First of all, your route definition is:
routes.MapRoute(
name: "SpecificUser",
url: "{controller}/{action}/{id}",
defaults: new { controller = "Test", action = "SpecificEmpDetails", id = UrlParameter.Optional }
);
You are specifying that the name of the route value that is passed is {id}
. Therefore, any URL that matches this route will be entered into the URL table with the route key of id
and value that is passed in the URL.
For example, with the URL /Test/SpecificEmpDetails/1
, your route table looks like this:
| Key | Value |
|-------------|---------------------|
| controller | Test |
| action | SpecificEmpDetails |
| id | 1 |
The reason it looks this way is because you are passing the values in the URL, and they are being converted into route values via the placeholders you defined.
The way MVC gets the values to the action method parameters (or technically, any value of a Model) is through value providers.
Value providers lookup the key from several places, such as query string parameters, form values, and route values to try to match the key names with what are in each of those dictionaries. If the parameter name of the action method matches, it will pass the value through. If there is no match, the value will be the default value of the data type.

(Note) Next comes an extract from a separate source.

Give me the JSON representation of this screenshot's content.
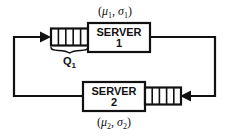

You can see the value providers that are registered by default (and what order of precedence they have) by looking at the static ValueProviderFactories.Factories
property. You can also remove and add/insert custom value provider factories to this property.
Therefore, with a custom value provider, you could make one name map to another name if you really wanted to. In this case, you could make the request for the key empId
match the route value id
.
That said, I recommend you do one of the following.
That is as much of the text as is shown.